The hope is that as R0 starts to drop, governments will start to implement a staggered return to school, work and relatively normal life. This ‘adaptive policy’ effectively takes the reproduction number, compares it to ICU hospital capacity, and judges at what level and when to relax social distancing measures.  If transmission rates rise too high they can be used to trigger a temporary return to more stringent suppression.  This may be repeated several times until a vaccine reduces the susceptible population (and so lowers R0 below 1).

Like many other indices R0 is extremely useful. This was certainly the case in the UK in March. But the trouble is that reliance on a single number can too easily reify or even fetishise R0. This is not a perfect pointer to the real world. No single number ever is, because the world is complicated, and those complications are both viral and social.  This means that models and how we apply them are inherently social too and they need to be discussed and debated.  There are at least two elements to this.

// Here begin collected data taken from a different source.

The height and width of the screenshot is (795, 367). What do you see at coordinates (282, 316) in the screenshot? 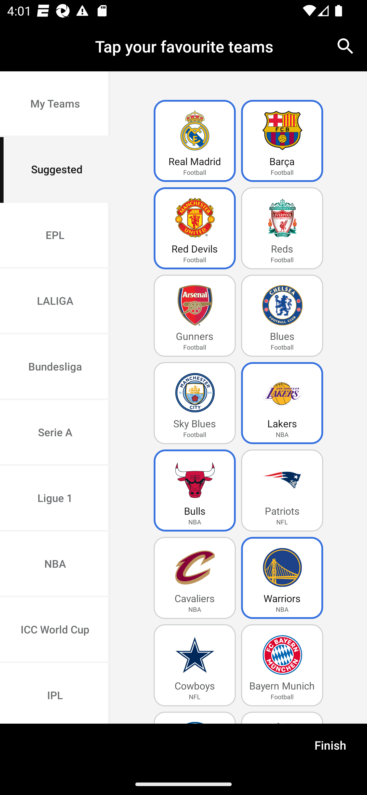
I see `Blues Blues Football` at bounding box center [282, 316].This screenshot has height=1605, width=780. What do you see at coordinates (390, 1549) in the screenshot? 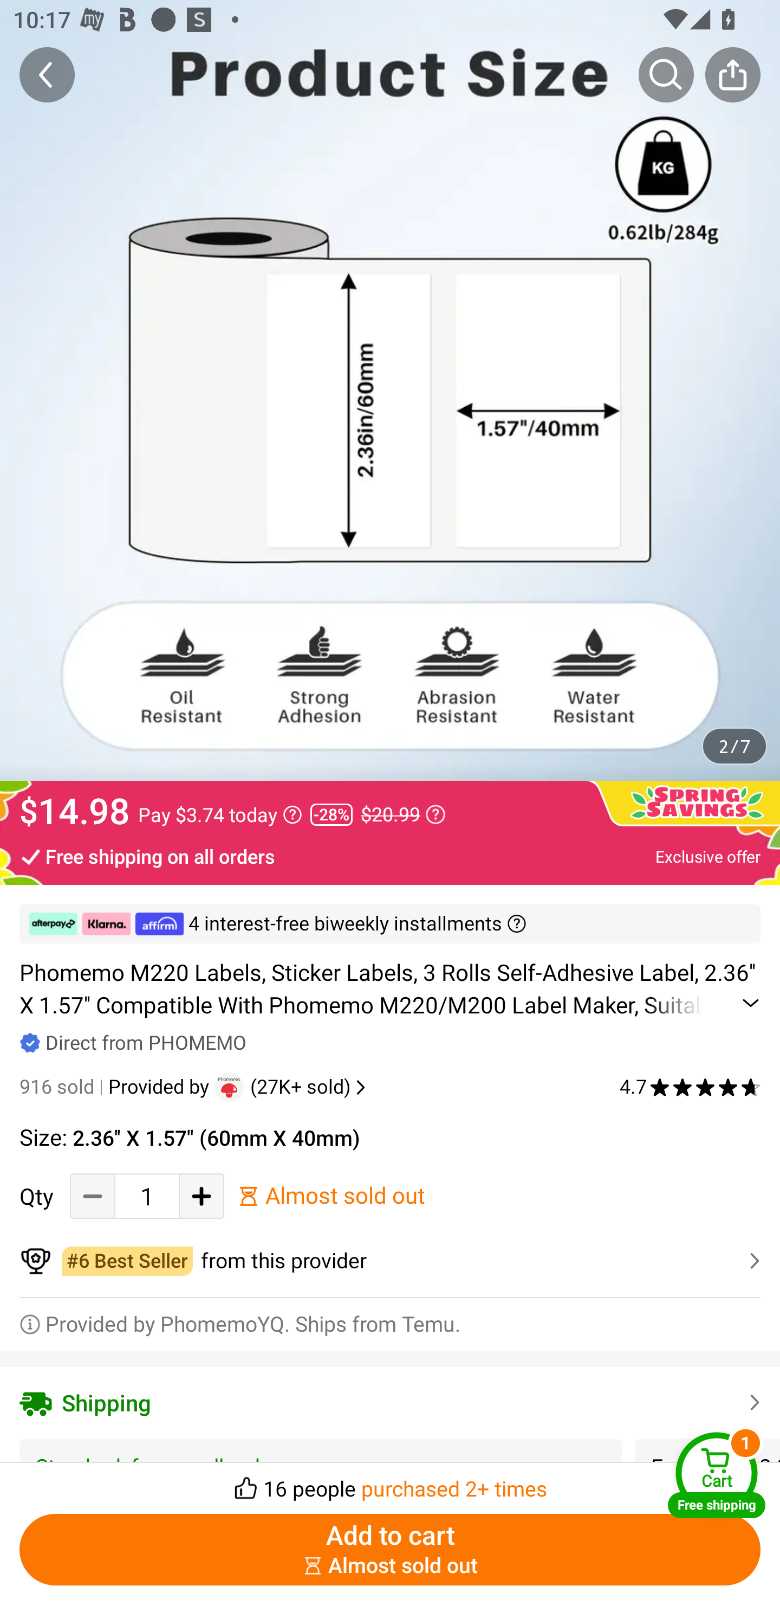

The first thing to say is that R0 numbers are unstable.  Even a slight change in the latency or incubation period of a virus (or changes in whether people are exposed to the virus by those yet to show symptoms) can alter the reproduction number quite dramatically.  Similarly, other parameters (from population size to assumptions about where and how people live) affect estimates of transmission rates.  Given this sensitivity to starting assumptions, when R0 numbers become critical to people’s health, to jobs and to economies, it is vital to explore the assumptions made in models.

Secondly, the models are selective in how they represent lives.  This can be a matter of life and death if a feted R0 number is used to relax an intervention.  For example, most models assume populations are ‘panmictic’, or well-mixed. They assume, that is, that each member of the population is equally likely to come into contact with any other member.  For rapid intervention this simplification is useful. At the same time, it is, of course, unrealistic.

As recent events have made clear, some groups, including many NHS staff, carers, delivery drivers, and frontline workers in supermarkets, are much more likely to be in virally meaningful contact with others. The R0 figures for these groups are likely to be high. And while the virus initially found the global travel and leisure activities of the relatively wealthy more than amenable to achieving pandemic status, a class divided island has become ideal for its persistence.  Add to this the uneven pattern of multiple occupancy and multi-generational dwelling in parts of the UK, often organised along lines of both class and ethnicity, and we probably have seriously uneven R0s across the country. Emerging evidence that, despite higher mortality rates in older men, women are nevertheless more likely to be infected than men adds to this picture.  While figures may be an artefact of testing regimes, they may also indicate that those traditionally carrying out caring duties are more exposed to the virus.  R0 is both geographically uneven and socially patterned.  It is viral, and it is also social.

So what does this mean for an exit strategy?  The answer is that we need to be careful about using a single value for R0 as anything more than an index of the general direction of travel. In addition, we also need think about the social context, or choices, that are being embedded in models.  Finally, we need to think about how lockdowns and their eventual remission may have quite different effects for different parts of society. The lesson is that policy makers will need more than models. To achieve fair and equitable outcomes they will also need to draw on other forms of expertise.

 

Steve Hinchliffe is Professor of Human Geography at the University of Exeter and currently sits on the UK Government’s Department of Environment, Food and Rural Affairs (DEFRA) Scientific Advisory Committee on Exotic Diseases and on Defra’s Science Advisory Group’s Social Science Expert Group.  John Law is Emeritus Professor at the Open University and Visiting Professor at the Sámi Allaskuvla (Sámi University of Applied Sciences) in Guovdageaidnu, Finnmark, Norway. In 2015 he  was awarded the J.D.Bernal Prize by the Society for Social Studies of Science.